Best laptops at CES 2019: if it ain’t broke, don’t fix it [Video]
Video uploaded by The Verge on January 10, 2019
Three heavyweighters – Dell, HP, and LG – presented new flagship laptops at CES 2019. These laptops’ architecture focuses on impeccable performance and employs the latest technologies. Let’s have a closer look at them.
Dell’s XPS 13: Dolby Vision, Thunderbolts Ports, and More
CES 2019 saw the latest XPS 13 series of laptops. A 8th generation Core i7-8565U coupled with UHD Graphics 620 can support Dolby Vision, to say nothing about many modern games. The screen features HDR 4K Ultra HD (3840 x 2160; 400 nits of brightness) and supports Dolby Vision, which I think is a bit much for a 13.3-inch display: The fonts will look too small. Watching 4K movies on such a small screen is also questionable, even though CinemaStream and Waves Maxx CinemaSound enhance the video and sound. However, there’s a less packed model with a 1080p screen.
As for the design, Dell’s engineers manage to make the laptop look much more compact by shrinking the bezels down to 4mm. They also add the variable torque hinge. XPS 13 is easy to open, but stable enough to stay put. Two Thunderbolt ports are another feature this laptop shares with Macs. Its 16GB of RAM, two PCIe m.4 SSDs, and 12 hours on one charge (21 hours for the 1080p version) make XPS 13 an almost ideal working tool and companion. The laptops are presented in silver, rose gold, and frost. The price starts at $900.
Dell Latitude 7400 2-in-1 Laptop Will Recognize You Approaching!
The 14-inch Latitude 7400 2-in-1 Dell sports Intel’s proximity sensor, that can detect when a user approaches it. It is bundled with the IR camera and Windows Hello, so a user can log in by coming up. Under the machine’s aluminum “hood,” one can find a 1080p touch display, Intel 8th generation quad-core chip, 16GB max of RAM, and up to 1TB of PCIe/NVMe storage. Dell claims the laptop has a 24-hour battery life. This is a premium laptop by all accounts, so be ready to shell out $1,599 in March 2019.
Razor-Thin LG Gram 17 Loses No Ports
LG focuses on ports rather than on the video features. On the other hand, a 2560 x 1600 LCD display is more than enough for an 8th generation CPU with integrated HD 620 graphics. Anyway, a 512GB SSD is too small for storing many RAW photos, even if 16GB of DDR4 RAM are enough for photo processing. A photographer will have to rely on external storages (and video cards like NVIDIA’s Max Q). Fortunately, LG Gram 17 features plenty of ports: three USB-A sockets, two USB-C, an HDMI, plus a microSD card reader and a headphone jack. The 72Whr battery must have enough “juice” to power all of them. Engineers promise 19.5 hours of work on one charge.
Although thin laptops are rather fragile, LG Gram 17 passes military-standard MIL-STD-810G testing for durability. You aren’t going to pay $1,699 for nothing! Laptops are available in matte-silver and white.
HP Spectre 15 x360 Sports AMOLED Display
The AMOLED touch display, full 360 degrees flip, and webcam privacy kill switch are three reasons to choose the HP latest hybrid. The maker hyped the rare screen feature, but didn’t leak any other specifications. Having 33 percent more colors, 100,000:1 contrast ratio, narrow bezels, and tent formation make HP Spectre 15 x360 an ideal entertainer but not a work tool, I’m afraid. Intel Core i7 CPU, with either NVIDIA or AMD graphics, won’t improve the situation.
HP Spectre Folio
Spectre Folio, an HP version of Surface with a detachable keyboard, was upgraded as well. A dual-core Intel Core i5-8200Y, 8GB RAM, a 256GB SSD, plus a Windows Ink-certified Pen now have a new 4K touchscreen display to match. The model in “Bordeaux Burgundy” color is available for $1,309.
As we can see, laptops continue to shrink and acquire tablet-like features. Only LG cares about connectivity, while others invest heavily in picture quality.
Links
- CES 2019: All the news, previews and analysis you need from the show floor – TechRadar
- Thinking to sell your used laptop? iGotOffer is the best place to sell computers and other devices online.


• **ACTION ITEM**
When you come to a picture, pass over it, and set down the entries below exactly.

<<<<

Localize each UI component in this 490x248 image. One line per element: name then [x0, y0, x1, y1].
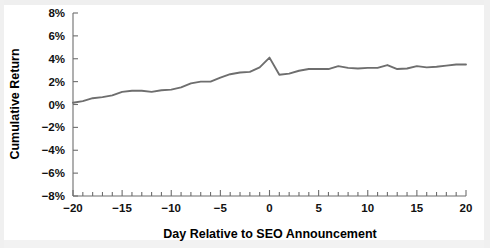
x-tick-label: −5 [214, 202, 228, 214]
y-tick-label: −4% [42, 144, 65, 156]
x-tick-label: −10 [161, 202, 181, 214]
y-tick-label: −8% [42, 190, 65, 202]
x-tick-label: −20 [63, 202, 83, 214]
y-axis-ticks [73, 13, 78, 196]
y-tick-label: 6% [48, 30, 65, 42]
y-tick-label: −6% [42, 167, 65, 179]
x-axis-ticks [73, 190, 466, 196]
x-tick-label: 15 [410, 202, 423, 214]
x-axis-tick-labels: −20−15−10−505101520 [63, 202, 472, 214]
x-axis-title: Day Relative to SEO Announcement [163, 227, 377, 241]
x-tick-label: 20 [460, 202, 473, 214]
y-tick-label: −2% [42, 121, 65, 133]
y-axis-tick-labels: −8%−6%−4%−2%0%2%4%6%8% [42, 7, 65, 202]
x-tick-label: 0 [266, 202, 272, 214]
y-axis-title: Cumulative Return [8, 48, 22, 159]
x-tick-label: 10 [361, 202, 374, 214]
x-tick-label: 5 [315, 202, 322, 214]
series-cumulative-return [73, 58, 466, 103]
y-tick-label: 2% [48, 76, 65, 88]
y-tick-label: 8% [48, 7, 65, 19]
x-tick-label: −15 [112, 202, 132, 214]
y-tick-label: 0% [48, 99, 65, 111]
y-tick-label: 4% [48, 53, 65, 65]
cumulative-return-line-chart: Cumulative Return Day Relative to SEO An… [0, 0, 490, 248]
chart-figure: Cumulative Return Day Relative to SEO An… [0, 0, 490, 248]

>>>>

• **SOLUTION BELOW**
Localize each UI component in this 490x248 image. One line per element: name then [x0, y0, x1, y1].
x-tick-label: −5 [214, 202, 228, 214]
y-tick-label: −4% [42, 144, 65, 156]
x-tick-label: −10 [161, 202, 181, 214]
y-tick-label: −8% [42, 190, 65, 202]
x-tick-label: −20 [63, 202, 83, 214]
y-axis-ticks [73, 13, 78, 196]
y-tick-label: 6% [48, 30, 65, 42]
y-tick-label: −6% [42, 167, 65, 179]
x-axis-ticks [73, 190, 466, 196]
x-tick-label: 15 [410, 202, 423, 214]
x-axis-tick-labels: −20−15−10−505101520 [63, 202, 472, 214]
x-axis-title: Day Relative to SEO Announcement [163, 227, 377, 241]
x-tick-label: 20 [460, 202, 473, 214]
y-tick-label: −2% [42, 121, 65, 133]
y-axis-tick-labels: −8%−6%−4%−2%0%2%4%6%8% [42, 7, 65, 202]
x-tick-label: 0 [266, 202, 272, 214]
y-axis-title: Cumulative Return [8, 48, 22, 159]
x-tick-label: 10 [361, 202, 374, 214]
x-tick-label: 5 [315, 202, 322, 214]
series-cumulative-return [73, 58, 466, 103]
y-tick-label: 2% [48, 76, 65, 88]
y-tick-label: 8% [48, 7, 65, 19]
x-tick-label: −15 [112, 202, 132, 214]
y-tick-label: 0% [48, 99, 65, 111]
y-tick-label: 4% [48, 53, 65, 65]
cumulative-return-line-chart: Cumulative Return Day Relative to SEO An… [0, 0, 490, 248]
chart-figure: Cumulative Return Day Relative to SEO An… [0, 0, 490, 248]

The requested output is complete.